What investment strategies work best for licensed agents?

House hacking

Buy a multi-unit property (duplex, triplex, fourplex), live in one unit, and rent the others. You qualify for owner-occupied financing with lower down payments (3.5% FHA or 5% conventional vs. 20-25% for investment properties). As a licensed agent, you save the commission on the purchase and understand the local rental market firsthand.

The BRRRR method

Buy, Rehab, Rent, Refinance, Repeat. Licensed agents have an advantage at every stage: finding undervalued properties, estimating rehab costs through contractor networks, setting market-rate rents, and pulling equity for the next deal.

Wholesale and flip

Your license gives you direct access to distressed properties and motivated sellers. Be aware that some states have specific regulations about licensed agents engaging in wholesaling, requiring you to disclose your license even in assignment contracts.

Long-term buy and hold

The simplest strategy. Buy properties below market value using your MLS knowledge, rent them out, and hold them for appreciation and cash flow.

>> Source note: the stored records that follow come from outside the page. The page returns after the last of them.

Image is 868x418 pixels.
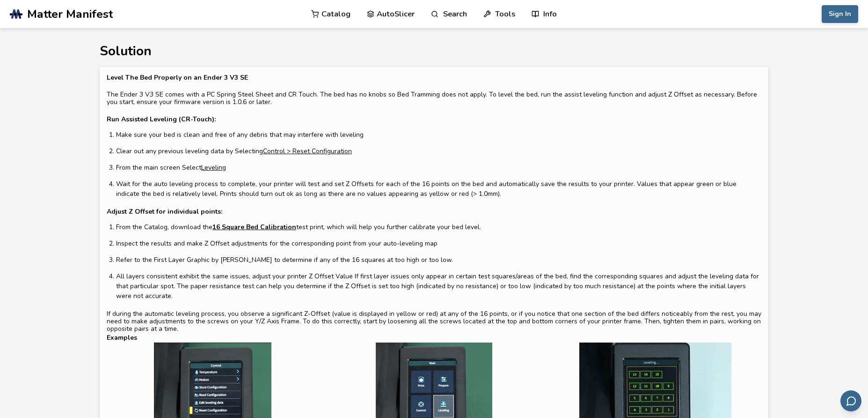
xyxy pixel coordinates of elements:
li: From the main screen Select [116,163,761,173]
li: From the Catalog, download the test print, which will help you further calibrate your bed level. [116,222,761,232]
div: The Ender 3 V3 SE comes with a PC Spring Steel Sheet and CR Touch. The bed has no knobs so Bed Tr... [107,74,761,333]
b: Level The Bed Properly on an Ender 3 V3 SE [107,73,248,82]
b: Adjust Z Offset for individual points: [107,207,222,216]
li: Wait for the auto leveling process to complete, your printer will test and set Z Offsets for each... [116,179,761,199]
u: Leveling [201,163,226,172]
li: Inspect the results and make Z Offset adjustments for the corresponding point from your auto-leve... [116,239,761,248]
li: Clear out any previous leveling data by Selecting [116,146,761,156]
a: 16 Square Bed Calibration [213,222,297,232]
h1: Solution [99,44,769,59]
li: All layers consistent exhibit the same issues, adjust your printer Z Offset Value If first layer ... [116,271,761,301]
span: Matter Manifest [27,8,113,20]
button: Sign In [822,5,858,23]
li: Refer to the First Layer Graphic by [PERSON_NAME] to determine if any of the 16 squares at too hi... [116,255,761,264]
li: Make sure your bed is clean and free of any debris that may interfere with leveling [116,130,761,140]
button: Send feedback via email [840,390,861,411]
u: Control > Reset Configuration [263,147,352,155]
b: Run Assisted Leveling (CR-Touch): [107,115,216,124]
strong: Examples [107,333,137,342]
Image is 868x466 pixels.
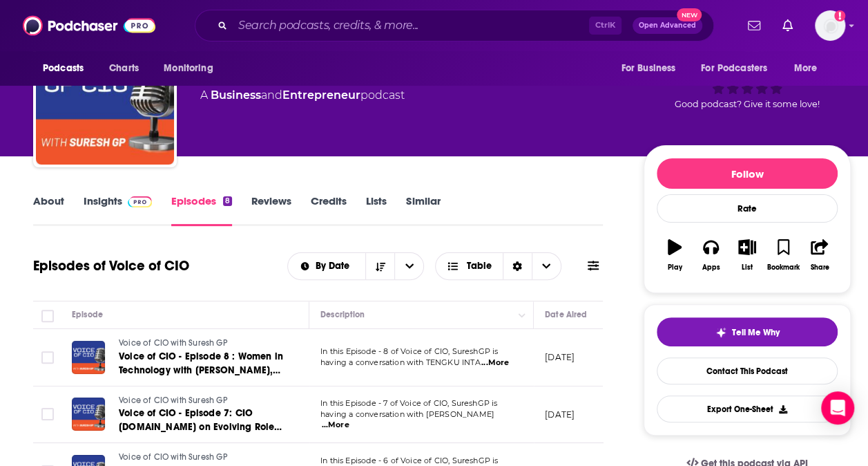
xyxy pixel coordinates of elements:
h1: Episodes of Voice of CIO [33,257,189,274]
span: Logged in as nshort92 [815,10,846,41]
button: Sort Direction [366,253,395,279]
div: Episode [72,307,103,323]
a: Voice of CIO - Episode 8 : Women in Technology with [PERSON_NAME], Chief Digital and Information ... [119,350,284,378]
div: Rate [657,194,838,223]
span: New [677,9,702,21]
span: For Podcasters [701,59,768,78]
span: Voice of CIO with Suresh GP [119,338,228,348]
span: Ctrl K [589,16,621,34]
span: Charts [110,59,139,78]
a: Voice of CIO with Suresh GP [119,395,284,407]
a: Contact This Podcast [657,357,838,385]
span: Tell Me Why [732,327,780,338]
span: ...More [481,357,509,368]
span: ...More [322,420,349,431]
span: In this Episode - 8 of Voice of CIO, SureshGP is [320,346,498,356]
span: Monitoring [163,59,213,78]
div: Date Aired [545,307,587,323]
img: tell me why sparkle [716,327,727,338]
p: [DATE] [545,409,574,421]
div: List [742,263,753,272]
a: Business [211,88,261,102]
button: open menu [33,56,102,81]
div: Sort Direction [503,253,532,279]
button: tell me why sparkleTell Me Why [657,317,838,346]
svg: Add a profile image [835,10,846,21]
button: List [729,230,765,280]
button: Bookmark [765,230,801,280]
button: Column Actions [514,307,531,324]
a: Lists [366,194,387,226]
button: Play [657,230,693,280]
div: Open Intercom Messenger [822,391,854,425]
span: By Date [316,261,354,271]
div: A podcast [200,87,405,104]
span: Podcasts [43,59,84,78]
a: InsightsPodchaser Pro [84,194,152,226]
span: and [261,88,282,102]
a: Voice of CIO with Suresh GP [119,338,284,350]
button: open menu [611,56,693,81]
button: Choose View [435,253,562,280]
div: Play [668,263,682,272]
a: Reviews [252,194,292,226]
img: Podchaser Pro [128,196,152,207]
div: Search podcasts, credits, & more... [195,9,714,41]
button: open menu [288,261,366,271]
div: Apps [703,263,721,272]
span: For Business [621,59,675,78]
div: Share [811,263,829,272]
button: Export One-Sheet [657,396,838,422]
span: Table [467,261,492,271]
a: Episodes8 [171,194,232,226]
p: [DATE] [545,351,574,363]
a: Similar [407,194,440,226]
a: Charts [100,56,147,81]
span: Voice of CIO - Episode 8 : Women in Technology with [PERSON_NAME], Chief Digital and Information ... [119,350,283,403]
a: Credits [311,194,347,226]
button: open menu [693,56,788,81]
a: Voice of CIO with Suresh GP [119,451,284,464]
span: Voice of CIO - Episode 7: CIO [DOMAIN_NAME] on Evolving Role of CIO in the Digital Age with [PERS... [119,407,282,460]
a: About [33,194,64,226]
a: Voice of CIO - Episode 7: CIO [DOMAIN_NAME] on Evolving Role of CIO in the Digital Age with [PERS... [119,407,284,434]
span: In this Episode - 7 of Voice of CIO, SureshGP is [320,398,497,408]
button: open menu [395,253,424,279]
button: Follow [657,158,838,188]
button: Show profile menu [815,10,846,41]
a: Entrepreneur [282,88,360,102]
span: Toggle select row [41,351,54,363]
a: Show notifications dropdown [777,14,799,38]
span: More [794,59,817,78]
span: Open Advanced [639,22,696,29]
button: Share [802,230,838,280]
img: User Profile [815,10,846,41]
button: open menu [785,56,835,81]
div: Description [320,307,365,323]
span: having a conversation with TENGKU INTA [320,357,481,367]
img: Voice of CIO with Suresh GP [36,27,174,164]
div: Bookmark [768,263,800,272]
span: Voice of CIO with Suresh GP [119,396,228,405]
img: Podchaser - Follow, Share and Rate Podcasts [23,13,156,39]
span: Voice of CIO with Suresh GP [119,452,228,462]
a: Show notifications dropdown [743,14,766,38]
span: Good podcast? Give it some love! [675,99,820,110]
span: having a conversation with [PERSON_NAME] [320,409,495,419]
span: Toggle select row [41,408,54,421]
button: Apps [693,230,728,280]
h2: Choose List sort [288,253,425,280]
input: Search podcasts, credits, & more... [233,15,589,37]
button: open menu [154,56,231,81]
span: In this Episode - 6 of Voice of CIO, SureshGP is [320,456,498,465]
button: Open AdvancedNew [633,17,703,34]
div: 8 [223,196,232,206]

Your license helps at acquisition and with ongoing property management.

How should you structure your investments?

Talk to a CPA and real estate attorney before your first deal. That said, here are common structures:

StructureBest ForConsiderations
Personal nameFirst 1-2 propertiesSimple, but personal liability exposure
LLC3+ propertiesLiability protection, separate tax filing
Series LLCMultiple propertiesEach property isolated, available in some states
S-CorpHigh volumeComplex but can reduce self-employment tax

Important: Most conventional lenders won’t lend to LLCs directly. You’ll often need to buy in your personal name and transfer to an LLC after closing. Confirm this doesn’t trigger a due-on-sale clause with your lender.

What mistakes do agent-investors commonly make?

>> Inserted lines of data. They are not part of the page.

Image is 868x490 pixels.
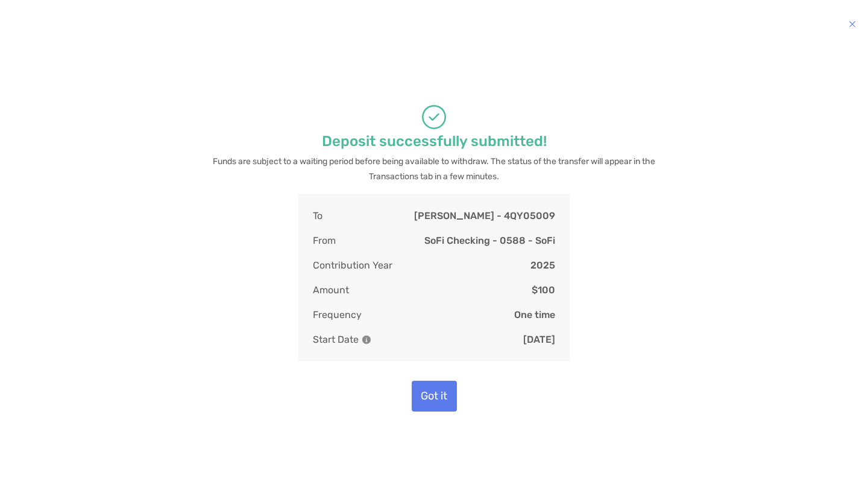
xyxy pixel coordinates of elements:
[322,134,546,149] p: Deposit successfully submitted!
[412,380,456,411] button: Got it
[523,332,555,347] p: [DATE]
[313,282,349,297] p: Amount
[424,232,555,248] p: SoFi Checking - 0588 - SoFi
[414,208,555,223] p: [PERSON_NAME] - 4QY05009
[362,336,370,344] img: Information Icon
[313,232,335,248] p: From
[530,258,555,272] p: 2025
[313,332,370,347] p: Start Date
[313,208,322,223] p: To
[313,258,392,272] p: Contribution Year
[514,307,555,322] p: One time
[531,282,555,297] p: $100
[313,307,361,322] p: Frequency
[208,154,660,184] p: Funds are subject to a waiting period before being available to withdraw. The status of the trans...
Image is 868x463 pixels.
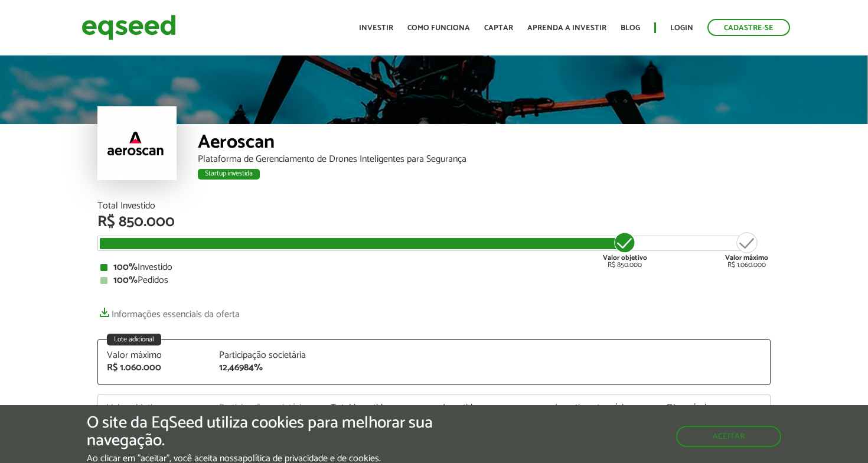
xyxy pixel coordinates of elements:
[198,133,771,155] div: Aeroscan
[219,403,314,413] div: Participação societária
[82,12,176,43] img: EqSeed
[484,24,513,31] a: Captar
[725,252,768,263] strong: Valor máximo
[107,334,161,345] div: Lote adicional
[443,403,537,413] div: Investidores
[101,276,767,285] div: Pedidos
[198,155,771,164] div: Plataforma de Gerenciamento de Drones Inteligentes para Segurança
[707,19,790,36] a: Cadastre-se
[97,201,771,210] div: Total Investido
[407,24,470,31] a: Como funciona
[359,24,393,31] a: Investir
[555,403,649,413] div: Investimento mínimo
[97,214,771,229] div: R$ 850.000
[603,252,647,263] strong: Valor objetivo
[107,403,201,413] div: Valor objetivo
[667,403,761,413] div: Disponível
[725,231,768,269] div: R$ 1.060.000
[101,263,767,272] div: Investido
[113,259,138,275] strong: 100%
[670,24,694,31] a: Login
[527,24,606,31] a: Aprenda a investir
[621,24,640,31] a: Blog
[113,272,138,288] strong: 100%
[107,363,201,372] div: R$ 1.060.000
[676,425,782,447] button: Aceitar
[198,169,260,180] div: Startup investida
[219,363,314,372] div: 12,46984%
[97,303,240,319] a: Informações essenciais da oferta
[107,351,201,360] div: Valor máximo
[331,403,425,413] div: Total investido
[603,231,647,269] div: R$ 850.000
[87,414,504,450] h5: O site da EqSeed utiliza cookies para melhorar sua navegação.
[219,351,314,360] div: Participação societária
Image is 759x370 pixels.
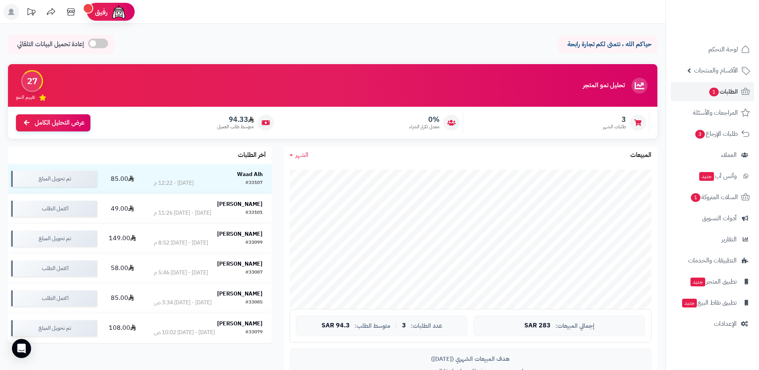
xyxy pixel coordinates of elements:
[603,124,626,130] span: طلبات الشهر
[671,230,755,249] a: التقارير
[154,299,212,307] div: [DATE] - [DATE] 3:34 ص
[16,94,35,101] span: تقييم النمو
[217,320,263,328] strong: [PERSON_NAME]
[671,314,755,334] a: الإعدادات
[100,224,145,254] td: 149.00
[603,115,626,124] span: 3
[100,254,145,283] td: 58.00
[100,284,145,313] td: 85.00
[671,209,755,228] a: أدوات التسويق
[11,261,97,277] div: اكتمل الطلب
[671,188,755,207] a: السلات المتروكة1
[217,230,263,238] strong: [PERSON_NAME]
[690,192,738,203] span: السلات المتروكة
[409,124,440,130] span: معدل تكرار الشراء
[11,171,97,187] div: تم تحويل المبلغ
[246,209,263,217] div: #33101
[402,322,406,330] span: 3
[702,213,737,224] span: أدوات التسويق
[709,44,738,55] span: لوحة التحكم
[690,276,737,287] span: تطبيق المتجر
[295,150,309,160] span: الشهر
[111,4,127,20] img: ai-face.png
[671,293,755,312] a: تطبيق نقاط البيعجديد
[217,115,254,124] span: 94.33
[691,278,705,287] span: جديد
[688,255,737,266] span: التطبيقات والخدمات
[671,82,755,101] a: الطلبات1
[709,86,738,97] span: الطلبات
[217,260,263,268] strong: [PERSON_NAME]
[290,151,309,160] a: الشهر
[154,329,215,337] div: [DATE] - [DATE] 10:02 ص
[11,231,97,247] div: تم تحويل المبلغ
[705,22,752,39] img: logo-2.png
[682,297,737,309] span: تطبيق نقاط البيع
[709,88,719,96] span: 1
[11,291,97,307] div: اكتمل الطلب
[100,164,145,194] td: 85.00
[100,314,145,343] td: 108.00
[714,318,737,330] span: الإعدادات
[17,40,84,49] span: إعادة تحميل البيانات التلقائي
[154,269,208,277] div: [DATE] - [DATE] 5:46 م
[238,152,266,159] h3: آخر الطلبات
[525,322,551,330] span: 283 SAR
[246,329,263,337] div: #33079
[671,145,755,165] a: العملاء
[694,65,738,76] span: الأقسام والمنتجات
[355,323,391,330] span: متوسط الطلب:
[411,323,442,330] span: عدد الطلبات:
[722,234,737,245] span: التقارير
[671,251,755,270] a: التطبيقات والخدمات
[21,4,41,22] a: تحديثات المنصة
[246,239,263,247] div: #33099
[12,339,31,358] div: Open Intercom Messenger
[35,118,85,128] span: عرض التحليل الكامل
[671,40,755,59] a: لوحة التحكم
[564,40,652,49] p: حياكم الله ، نتمنى لكم تجارة رابحة
[556,323,595,330] span: إجمالي المبيعات:
[296,355,645,364] div: هدف المبيعات الشهري ([DATE])
[671,124,755,143] a: طلبات الإرجاع3
[699,171,737,182] span: وآتس آب
[154,239,208,247] div: [DATE] - [DATE] 8:52 م
[691,193,701,202] span: 1
[695,128,738,140] span: طلبات الإرجاع
[671,167,755,186] a: وآتس آبجديد
[322,322,350,330] span: 94.3 SAR
[11,201,97,217] div: اكتمل الطلب
[721,149,737,161] span: العملاء
[682,299,697,308] span: جديد
[154,179,194,187] div: [DATE] - 12:22 م
[11,320,97,336] div: تم تحويل المبلغ
[16,114,90,132] a: عرض التحليل الكامل
[246,269,263,277] div: #33087
[154,209,211,217] div: [DATE] - [DATE] 11:26 م
[631,152,652,159] h3: المبيعات
[217,124,254,130] span: متوسط طلب العميل
[409,115,440,124] span: 0%
[95,7,108,17] span: رفيق
[246,299,263,307] div: #33085
[700,172,714,181] span: جديد
[217,200,263,208] strong: [PERSON_NAME]
[246,179,263,187] div: #33107
[696,130,705,139] span: 3
[237,170,263,179] strong: Waad Alh
[671,103,755,122] a: المراجعات والأسئلة
[395,323,397,329] span: |
[217,290,263,298] strong: [PERSON_NAME]
[671,272,755,291] a: تطبيق المتجرجديد
[100,194,145,224] td: 49.00
[583,82,625,89] h3: تحليل نمو المتجر
[693,107,738,118] span: المراجعات والأسئلة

Overvaluing commission savings: Saving $7,500 on commission doesn’t make a bad deal good. Run your numbers on rental yield and appreciation independently of your commission savings.

Neglecting the agent business: Some agents get so focused on investing that their client business suffers. Your license generates income that funds your investments. Don’t kill the goose.

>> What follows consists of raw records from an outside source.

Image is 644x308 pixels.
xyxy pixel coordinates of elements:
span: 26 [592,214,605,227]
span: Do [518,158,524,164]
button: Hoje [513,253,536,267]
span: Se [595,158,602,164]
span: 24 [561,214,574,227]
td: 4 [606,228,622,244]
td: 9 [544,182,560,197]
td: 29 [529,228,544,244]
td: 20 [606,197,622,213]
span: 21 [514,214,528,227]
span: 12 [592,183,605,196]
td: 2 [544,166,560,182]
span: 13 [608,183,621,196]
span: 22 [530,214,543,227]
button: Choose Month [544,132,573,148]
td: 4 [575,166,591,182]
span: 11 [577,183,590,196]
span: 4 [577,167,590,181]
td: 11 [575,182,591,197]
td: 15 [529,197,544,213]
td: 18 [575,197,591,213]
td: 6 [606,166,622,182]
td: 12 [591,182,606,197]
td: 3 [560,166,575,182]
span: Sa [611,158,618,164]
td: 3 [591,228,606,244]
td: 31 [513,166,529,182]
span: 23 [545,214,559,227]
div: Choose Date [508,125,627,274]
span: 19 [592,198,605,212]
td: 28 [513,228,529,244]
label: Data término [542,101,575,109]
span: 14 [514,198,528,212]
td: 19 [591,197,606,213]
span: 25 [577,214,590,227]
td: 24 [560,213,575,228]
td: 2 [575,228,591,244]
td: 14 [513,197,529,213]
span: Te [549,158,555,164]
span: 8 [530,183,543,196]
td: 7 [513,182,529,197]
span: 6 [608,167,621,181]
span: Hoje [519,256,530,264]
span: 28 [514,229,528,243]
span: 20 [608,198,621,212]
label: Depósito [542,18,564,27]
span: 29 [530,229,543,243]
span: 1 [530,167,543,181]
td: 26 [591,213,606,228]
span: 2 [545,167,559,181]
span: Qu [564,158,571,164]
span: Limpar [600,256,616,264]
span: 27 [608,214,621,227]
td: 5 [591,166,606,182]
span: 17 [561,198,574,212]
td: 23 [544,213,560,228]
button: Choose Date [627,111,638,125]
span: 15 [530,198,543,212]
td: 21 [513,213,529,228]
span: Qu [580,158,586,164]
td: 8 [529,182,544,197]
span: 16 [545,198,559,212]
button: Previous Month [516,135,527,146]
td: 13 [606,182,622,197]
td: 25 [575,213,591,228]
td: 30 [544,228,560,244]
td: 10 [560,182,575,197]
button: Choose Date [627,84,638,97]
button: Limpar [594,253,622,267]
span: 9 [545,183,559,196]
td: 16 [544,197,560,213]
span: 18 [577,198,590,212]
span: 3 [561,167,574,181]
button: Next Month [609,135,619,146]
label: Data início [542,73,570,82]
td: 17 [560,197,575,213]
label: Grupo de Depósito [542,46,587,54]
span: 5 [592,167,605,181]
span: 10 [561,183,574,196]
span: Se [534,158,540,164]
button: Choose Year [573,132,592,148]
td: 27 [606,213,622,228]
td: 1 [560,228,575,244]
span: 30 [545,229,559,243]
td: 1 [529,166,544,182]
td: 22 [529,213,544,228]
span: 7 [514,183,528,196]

Skipping inspections on your own purchases: You know more than the average buyer, but you’re not a structural engineer. Get the inspection every time.

Underestimating property management: Managing your own rentals saves 8-10% of rent, but it also means midnight phone calls about broken water heaters. Be honest about your bandwidth.

Ignoring market concentration risk: Buying five properties in the same subdivision feels efficient but puts your entire portfolio at risk from one neighborhood’s decline.

How do you finance investment properties with agent income?

Agent income is commission-based, which creates hurdles with lenders. Here’s how to manage it:

  • Keep 2 years of tax returns clean: Lenders want to see consistent income. Aggressive deductions that minimize taxable income also minimize what you can borrow.
  • Build cash reserves: Most lenders require 6 months of reserves per investment property (PITI). With three properties, that’s 18 months of reserves across them.
  • Consider DSCR loans: Debt Service Coverage Ratio loans qualify based on the property’s rental income, not yours. Rates are higher (typically 1-2% above conventional), but they don’t require tax returns.
  • House hack first: Owner-occupied financing has the lowest rates and down payments. Start here.

How do you get started?

If you already have your license, you’re ahead of the game. If you’re considering getting licensed specifically for investing, review our guide to getting your real estate license and explore state-specific requirements.

Your first steps:

  1. Talk to your broker about their policy on agent-owned transactions
  2. Start analyzing deals in your market using MLS data (run numbers on 50 properties before buying one)
  3. Connect with a lender who understands self-employed borrowers
  4. Set up an LLC with an attorney (after your first or second purchase)
  5. Buy your first investment property

The combination of market knowledge, commission savings, and deal access makes licensed agents some of the most successful small-scale real estate investors. You already know the business. Use that knowledge to build wealth on your own balance sheet, not just other people’s.